4. Connecticut AG Broadens Call for Privacy Law Amendments in Updated Enforcement Report
As frequent Patchwork Dispatch readers are well aware, Connecticut’s fifth-in-the-nation data privacy law emerged as the template for which numerous red and blue states based their own privacy statutes. Hence, proposals to update Connecticut’s law (like the SB 3 amendments that expanded health and children's privacy protections adopted in 2023) are always worthy of particular attention, given their potential to influence other lawmakers.
On April 17, Connecticut’s Attorney General revised its enforcement report, broadening its calls for revisions to the Connecticut privacy law based on its ongoing experiences in enforcement. The original report called for (1) scaling back entity level exceptions including for nonprofits, (2) enacting a “one-stop-shop” accessible deletion mechanism, (3) adding a “right to know” specific third parties to whom data is disclosed, (4) expanding the definition of biometric data, and (5) some technical fixes to child protections and the publicly available information carveout. This report made reference to provisions in existing state privacy laws to support these requests for amendment, particularly California and Oregon.
The revised report wades into far more controversial waters, recommending amendments that would (1) broaden applicability to any organization that processes “sensitive” data; (2) adopt Maryland’s untested reasonably necessary/strictly necessary data minimization standard, calling the current approach an “exploitable standard” that “contravenes data minimization principles outright”, (3) expanding the definition of “sensitive data” to include categories like government identifiers, union membership, status as transgender or non-binary, income level or indebtedness, and neural data, (4) abandoning the “actual knowledge or willfully disregards” knowledge standard for child and teen privacy protections and replacing it with a “has reason to know” standard similar to Maryland, and (5) requiring all web browsers and mobile operating systems to offer native Opt-Out Preference Signal settings, similar to a vetoed proposal from California.
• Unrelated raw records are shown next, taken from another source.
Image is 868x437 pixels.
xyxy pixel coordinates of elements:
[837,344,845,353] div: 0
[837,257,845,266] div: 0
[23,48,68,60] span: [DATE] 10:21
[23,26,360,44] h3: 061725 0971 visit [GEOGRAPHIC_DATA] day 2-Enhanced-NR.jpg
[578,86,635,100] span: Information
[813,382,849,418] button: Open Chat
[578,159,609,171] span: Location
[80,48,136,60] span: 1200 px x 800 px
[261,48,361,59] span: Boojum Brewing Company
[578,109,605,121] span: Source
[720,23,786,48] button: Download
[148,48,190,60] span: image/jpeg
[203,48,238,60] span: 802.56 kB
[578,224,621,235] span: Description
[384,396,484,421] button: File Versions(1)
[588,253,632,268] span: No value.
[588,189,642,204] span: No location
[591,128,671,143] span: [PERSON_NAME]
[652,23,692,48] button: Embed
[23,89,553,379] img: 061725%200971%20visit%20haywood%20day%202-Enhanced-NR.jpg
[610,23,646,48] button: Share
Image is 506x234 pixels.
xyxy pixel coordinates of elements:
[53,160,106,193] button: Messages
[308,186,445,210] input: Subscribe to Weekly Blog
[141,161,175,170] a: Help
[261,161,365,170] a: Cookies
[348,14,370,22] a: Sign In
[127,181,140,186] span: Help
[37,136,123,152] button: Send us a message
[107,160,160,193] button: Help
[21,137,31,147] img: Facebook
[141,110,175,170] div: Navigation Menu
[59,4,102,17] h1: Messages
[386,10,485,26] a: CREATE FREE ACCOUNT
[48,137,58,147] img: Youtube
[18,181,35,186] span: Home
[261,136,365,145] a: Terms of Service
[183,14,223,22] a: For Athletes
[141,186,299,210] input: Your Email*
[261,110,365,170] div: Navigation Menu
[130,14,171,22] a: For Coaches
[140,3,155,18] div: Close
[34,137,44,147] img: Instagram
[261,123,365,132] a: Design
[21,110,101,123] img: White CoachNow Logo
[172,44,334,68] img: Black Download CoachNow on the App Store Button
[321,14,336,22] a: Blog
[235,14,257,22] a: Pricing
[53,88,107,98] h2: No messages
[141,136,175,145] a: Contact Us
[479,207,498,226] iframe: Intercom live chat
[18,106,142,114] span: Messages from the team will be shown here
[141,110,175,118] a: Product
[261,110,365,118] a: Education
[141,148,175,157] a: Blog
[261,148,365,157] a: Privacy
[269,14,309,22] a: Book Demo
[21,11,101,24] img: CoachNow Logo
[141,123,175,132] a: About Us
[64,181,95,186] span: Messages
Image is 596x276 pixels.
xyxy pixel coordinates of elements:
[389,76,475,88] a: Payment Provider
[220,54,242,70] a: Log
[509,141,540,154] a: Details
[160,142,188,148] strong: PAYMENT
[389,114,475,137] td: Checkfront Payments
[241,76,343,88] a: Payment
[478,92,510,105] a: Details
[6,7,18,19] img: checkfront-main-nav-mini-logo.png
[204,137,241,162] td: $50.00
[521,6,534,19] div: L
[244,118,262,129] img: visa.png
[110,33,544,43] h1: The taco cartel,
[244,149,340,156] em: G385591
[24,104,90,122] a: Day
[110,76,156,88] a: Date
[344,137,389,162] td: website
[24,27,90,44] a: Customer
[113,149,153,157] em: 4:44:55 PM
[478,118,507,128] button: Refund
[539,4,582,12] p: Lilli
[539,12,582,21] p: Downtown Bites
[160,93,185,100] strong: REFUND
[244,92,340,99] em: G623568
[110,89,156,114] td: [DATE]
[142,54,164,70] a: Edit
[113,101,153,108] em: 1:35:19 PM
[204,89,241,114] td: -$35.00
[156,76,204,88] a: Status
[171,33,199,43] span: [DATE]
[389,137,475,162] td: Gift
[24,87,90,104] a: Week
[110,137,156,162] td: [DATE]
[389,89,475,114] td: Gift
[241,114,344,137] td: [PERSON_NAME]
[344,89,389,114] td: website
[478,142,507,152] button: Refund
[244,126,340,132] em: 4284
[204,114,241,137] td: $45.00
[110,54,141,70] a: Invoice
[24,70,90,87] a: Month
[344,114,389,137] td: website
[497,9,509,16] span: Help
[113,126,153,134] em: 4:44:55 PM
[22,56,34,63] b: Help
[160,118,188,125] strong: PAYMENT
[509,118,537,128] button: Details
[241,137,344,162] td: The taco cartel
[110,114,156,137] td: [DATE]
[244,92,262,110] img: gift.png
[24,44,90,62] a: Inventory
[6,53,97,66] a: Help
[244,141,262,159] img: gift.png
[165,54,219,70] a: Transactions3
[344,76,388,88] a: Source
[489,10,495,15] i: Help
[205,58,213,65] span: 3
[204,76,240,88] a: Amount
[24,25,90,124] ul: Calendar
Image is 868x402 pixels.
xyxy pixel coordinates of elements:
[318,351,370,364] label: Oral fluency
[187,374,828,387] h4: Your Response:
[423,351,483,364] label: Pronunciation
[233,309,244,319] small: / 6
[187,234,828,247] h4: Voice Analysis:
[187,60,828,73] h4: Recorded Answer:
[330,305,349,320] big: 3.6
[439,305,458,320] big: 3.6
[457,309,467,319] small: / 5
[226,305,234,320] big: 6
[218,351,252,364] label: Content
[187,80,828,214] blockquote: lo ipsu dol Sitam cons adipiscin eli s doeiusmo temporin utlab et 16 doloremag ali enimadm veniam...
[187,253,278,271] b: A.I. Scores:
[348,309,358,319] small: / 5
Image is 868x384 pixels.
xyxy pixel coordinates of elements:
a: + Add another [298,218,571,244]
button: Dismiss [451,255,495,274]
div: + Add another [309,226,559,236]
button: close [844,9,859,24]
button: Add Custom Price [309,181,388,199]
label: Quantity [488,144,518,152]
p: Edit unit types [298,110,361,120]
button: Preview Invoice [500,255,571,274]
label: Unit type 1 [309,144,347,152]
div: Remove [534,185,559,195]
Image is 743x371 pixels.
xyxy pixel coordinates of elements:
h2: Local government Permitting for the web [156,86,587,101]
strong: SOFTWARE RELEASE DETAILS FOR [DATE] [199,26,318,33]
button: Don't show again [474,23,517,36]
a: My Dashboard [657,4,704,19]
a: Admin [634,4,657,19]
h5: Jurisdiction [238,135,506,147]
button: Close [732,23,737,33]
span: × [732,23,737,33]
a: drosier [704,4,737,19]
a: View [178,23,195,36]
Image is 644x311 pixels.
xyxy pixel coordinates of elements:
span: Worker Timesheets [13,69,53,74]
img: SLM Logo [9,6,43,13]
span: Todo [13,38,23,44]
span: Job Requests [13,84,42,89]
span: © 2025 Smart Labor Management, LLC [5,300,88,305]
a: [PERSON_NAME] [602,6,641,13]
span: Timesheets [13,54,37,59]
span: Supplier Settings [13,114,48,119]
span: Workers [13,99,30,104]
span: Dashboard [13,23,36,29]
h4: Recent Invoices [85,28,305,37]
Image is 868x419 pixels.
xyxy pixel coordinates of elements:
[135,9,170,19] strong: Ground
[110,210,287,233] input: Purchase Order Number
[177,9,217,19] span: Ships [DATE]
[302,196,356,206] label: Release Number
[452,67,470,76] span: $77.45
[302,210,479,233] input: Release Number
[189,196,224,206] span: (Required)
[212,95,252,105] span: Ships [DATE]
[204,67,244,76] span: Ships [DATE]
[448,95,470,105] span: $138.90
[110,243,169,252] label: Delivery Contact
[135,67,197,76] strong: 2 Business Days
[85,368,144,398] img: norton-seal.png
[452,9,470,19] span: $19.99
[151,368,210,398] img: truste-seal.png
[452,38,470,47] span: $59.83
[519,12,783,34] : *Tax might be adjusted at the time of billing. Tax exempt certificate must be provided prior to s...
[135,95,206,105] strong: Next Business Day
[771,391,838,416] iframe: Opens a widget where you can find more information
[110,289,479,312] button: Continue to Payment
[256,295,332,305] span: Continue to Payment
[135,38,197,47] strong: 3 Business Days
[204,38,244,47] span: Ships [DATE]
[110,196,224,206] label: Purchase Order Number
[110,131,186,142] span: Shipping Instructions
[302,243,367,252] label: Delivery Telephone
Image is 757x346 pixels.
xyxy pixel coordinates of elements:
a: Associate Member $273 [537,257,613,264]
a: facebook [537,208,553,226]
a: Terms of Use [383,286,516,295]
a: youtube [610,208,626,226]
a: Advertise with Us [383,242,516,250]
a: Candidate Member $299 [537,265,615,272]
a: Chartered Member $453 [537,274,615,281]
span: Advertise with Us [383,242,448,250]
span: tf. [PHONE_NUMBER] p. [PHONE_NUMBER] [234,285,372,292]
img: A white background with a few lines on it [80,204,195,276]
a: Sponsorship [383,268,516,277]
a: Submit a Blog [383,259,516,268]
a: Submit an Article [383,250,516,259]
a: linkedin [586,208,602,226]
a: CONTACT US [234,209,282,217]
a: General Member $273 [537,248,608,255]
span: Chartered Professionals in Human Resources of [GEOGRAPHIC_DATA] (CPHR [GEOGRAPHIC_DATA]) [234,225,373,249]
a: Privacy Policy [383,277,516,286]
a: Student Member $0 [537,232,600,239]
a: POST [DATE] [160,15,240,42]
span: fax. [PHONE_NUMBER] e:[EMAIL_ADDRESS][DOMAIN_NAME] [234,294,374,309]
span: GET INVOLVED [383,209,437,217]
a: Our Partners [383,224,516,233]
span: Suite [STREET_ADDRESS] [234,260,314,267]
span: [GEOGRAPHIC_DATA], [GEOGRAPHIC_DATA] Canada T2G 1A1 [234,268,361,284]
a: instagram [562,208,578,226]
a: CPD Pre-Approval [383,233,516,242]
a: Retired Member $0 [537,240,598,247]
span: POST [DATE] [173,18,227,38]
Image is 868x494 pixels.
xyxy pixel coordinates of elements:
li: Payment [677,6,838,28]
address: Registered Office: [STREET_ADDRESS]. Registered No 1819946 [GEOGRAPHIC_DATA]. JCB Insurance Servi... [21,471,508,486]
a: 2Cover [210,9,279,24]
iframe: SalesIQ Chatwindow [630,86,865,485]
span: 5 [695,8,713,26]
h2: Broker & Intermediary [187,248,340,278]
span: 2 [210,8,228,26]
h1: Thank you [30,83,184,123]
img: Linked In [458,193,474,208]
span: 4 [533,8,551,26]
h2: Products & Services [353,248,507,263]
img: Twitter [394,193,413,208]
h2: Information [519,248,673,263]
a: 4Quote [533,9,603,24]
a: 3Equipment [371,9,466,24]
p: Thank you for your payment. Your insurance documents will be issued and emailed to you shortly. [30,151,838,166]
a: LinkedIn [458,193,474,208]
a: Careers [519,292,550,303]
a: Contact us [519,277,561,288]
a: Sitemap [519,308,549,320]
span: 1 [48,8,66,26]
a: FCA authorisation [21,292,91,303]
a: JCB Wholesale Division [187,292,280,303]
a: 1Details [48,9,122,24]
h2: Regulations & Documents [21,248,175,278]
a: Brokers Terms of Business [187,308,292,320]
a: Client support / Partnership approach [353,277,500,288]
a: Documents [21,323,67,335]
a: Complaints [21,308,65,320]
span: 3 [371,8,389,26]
There is a live proposal (SB 1356) to update and expand Connecticut’s existing privacy law that has made it through the General Law and Judiciary Committees and is currently with Appropriations. We’ve covered this bill elsewhere and will hold off on providing a summary of it in this Dispatch as revisions are reportedly under active consideration. Expect to see more soon.
5. Arkansas Enacts Child Privacy Law
On April 21, Governor Huckabee Sanders signed HB 1717, the Arkansas Children and Teens’ Online Privacy Protection Act into law. Key provisions include: (1) new correction and deletion rights for certain teen users; (2) a complicated web of data collection and retention limits, consent requirements (for both parents and teens), and permissible purpose exceptions; and (3) a prohibition on targeted advertising to children and teens (based on an “actual knowledge” standard).
The law is a first-of-its-kind addition to the state privacy landscape. It is based upon Senator Markey’s (D-MA) proposed update to the federal Children’s Online Privacy Protection Act of 1998 and as a result contains numerous unique provisions, language, and definitions that will require close attention by compliance professionals prior to its July 1, 2026 effective date. The Patchwork Dispatch's Bureau Chief for the South-East, Bailey Sanchez has written a full analysis of the law (including questions of possible vulnerability under COPPA's preemption clause).
We have updated our state privacy patchwork accordingly:
As always, thanks for stopping by.
Keir Lamont is Senior Director at the Future of Privacy Forum
Thanks for sharing!
Thanks to Keir Lamont and Bailey Sanchez for pointing out the narrow channels that states’ laws protecting children’s data need to navigate in order to be passed by legislatures, avoid vetos, and be upheld by courts. On one side are the First Amendment objections to age-appropriate design code acts, and on another side are possible pre-emption by COPPA if they are “inconsistent.” That leaves a lot of room for interpretation and striking down.